On the first control-plane (master) node, run:
sudo kubeadm init --skip-phases=addon/kube-proxy --control-plane-endpoint cluster-endpoint --upload-certs Configure kubectl for your user:
mkdir -p $HOME/.kube
sudo cp -i /etc/kubernetes/admin.conf $HOME/.kube/config
sudo chown $(id -u):$(id -g) $HOME/.kube/configApply the kube-vip RBAC and manifest (use the path from previous step):
kubectl apply -f https://kube-vip.io/manifests/rbac.yaml
kubectl apply -f /home/${USERNAME}/k8s/kube-vip.yamlInstall Cilium CLI and deploy Cilium with WireGuard encryption and kube-proxy replacement:
CILIUM_CLI_VERSION=$(curl -s https://raw.githubusercontent.com/cilium/cilium-cli/main/stable.txt)
CLI_ARCH=amd64
CILIUM_VERSION=$(curl -s https://raw.githubusercontent.com/cilium/cilium/main/stable.txt)

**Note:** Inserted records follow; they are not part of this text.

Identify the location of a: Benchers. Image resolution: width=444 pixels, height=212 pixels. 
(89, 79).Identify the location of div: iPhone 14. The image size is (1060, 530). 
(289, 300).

if [ "$(uname -m)" = "aarch64" ]; then CLI_ARCH=arm64; fi
curl -L --fail --remote-name-all https://github.com/cilium/cilium-cli/releases/download/${CILIUM_CLI_VERSION}/cilium-linux-${CLI_ARCH}.tar.gz{,.sha256sum}
sha256sum --check cilium-linux-${CLI_ARCH}.tar.gz.sha256sum
sudo tar xzvfC cilium-linux-${CLI_ARCH}.tar.gz /usr/local/bin
rm cilium-linux-${CLI_ARCH}.tar.gz{,.sha256sum}
cilium install --version $CILIUM_VERSION \
--set encryption.nodeEncryption=true \
--set encryption.type=wireguard \
--set kubeProxyReplacement=true
cilium status --wait
# Enable Cilium for L7 policies and proxying:
cilium config set enable-l7-proxy trueCilium Hubble provides deep network visibility and observability for your Kubernetes cluster.

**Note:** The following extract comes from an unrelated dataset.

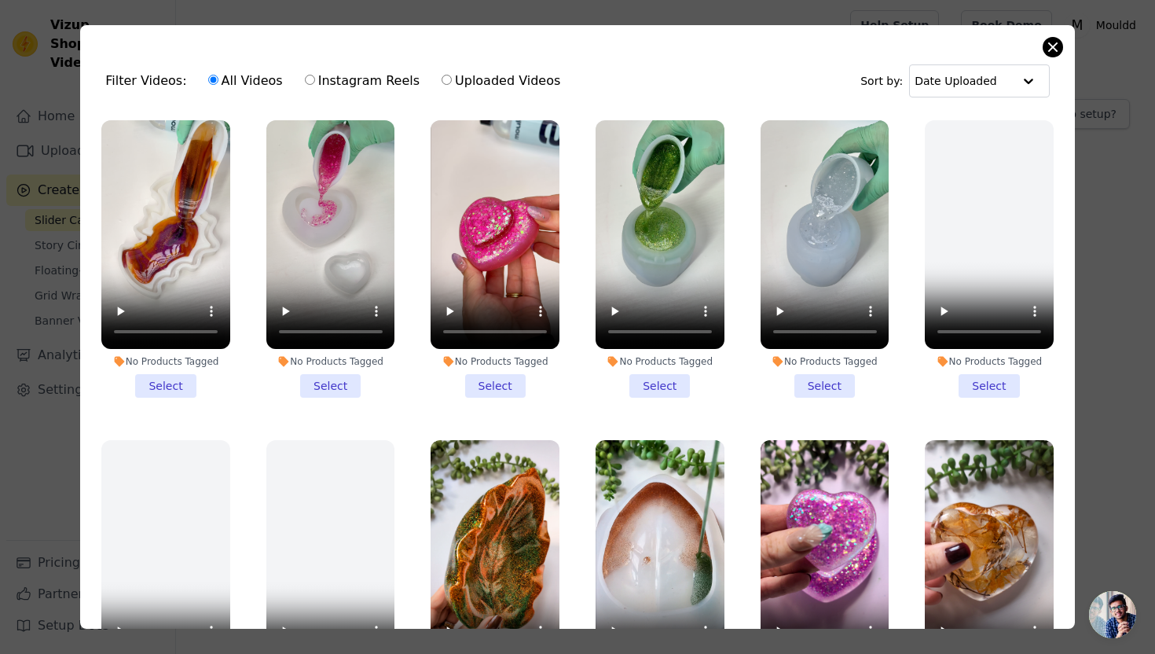 The height and width of the screenshot is (654, 1155). I want to click on div: Filter Videos:, so click(337, 81).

If you already enabled Hubble previously (
cilium hubble enable), you must first temporarily disable it before enabling the UI. The Hubble UI cannot be added at runtime to an already-enabled Hubble deployment.

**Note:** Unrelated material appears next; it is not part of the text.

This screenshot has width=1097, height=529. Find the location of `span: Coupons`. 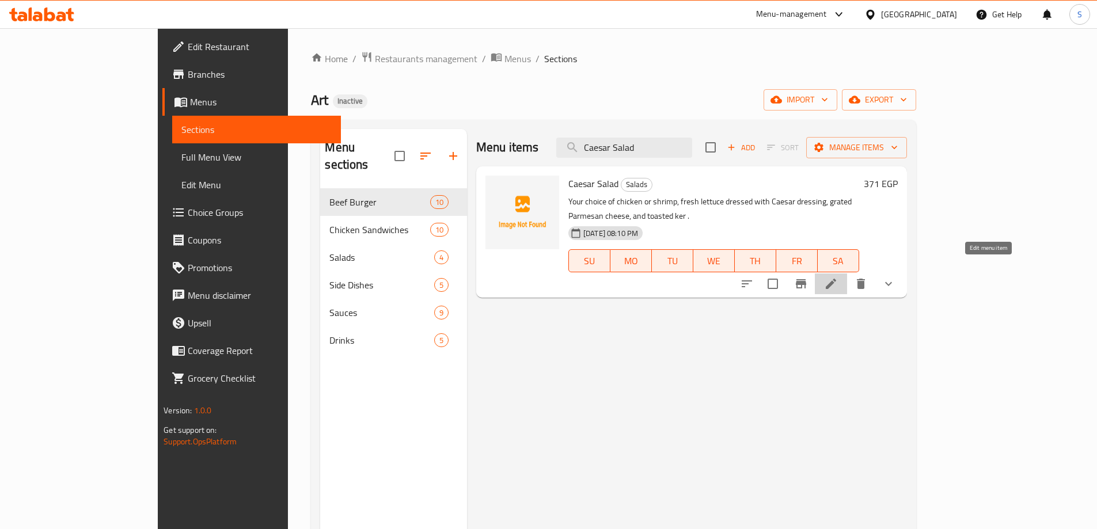

span: Coupons is located at coordinates (260, 240).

# If Hubble is already enabled, first disable it
cilium hubble disable
# Now enable Hubble with the UI
cilium hubble enable --ui-
If you run
cilium hubble enable --uiand Hubble UI is already deployed, you will see confirmation messages:🔑 Found existing CA in secret cilium-ca ✨ Patching ConfigMap cilium-config to enable Hubble... ♻️ Restarted Cilium pods ✅ Relay is already deployed ✅ Hubble UI is already deployed -
To access the Hubble UI, use port-forwarding (e.g.
kubectl port-forward -n kube-system svc/hubble-ui 12000:80) and open http://localhost:12000 in your browser.
You now have a minimal, highly available, and enterprise-grade Kubernetes platform
with modern, secure networking, observability, and operational excellence—ready for any workload, anywhere.
🔒 Next Steps:
Add organization-specific monitoring, backup, security, and custom workflows as needed.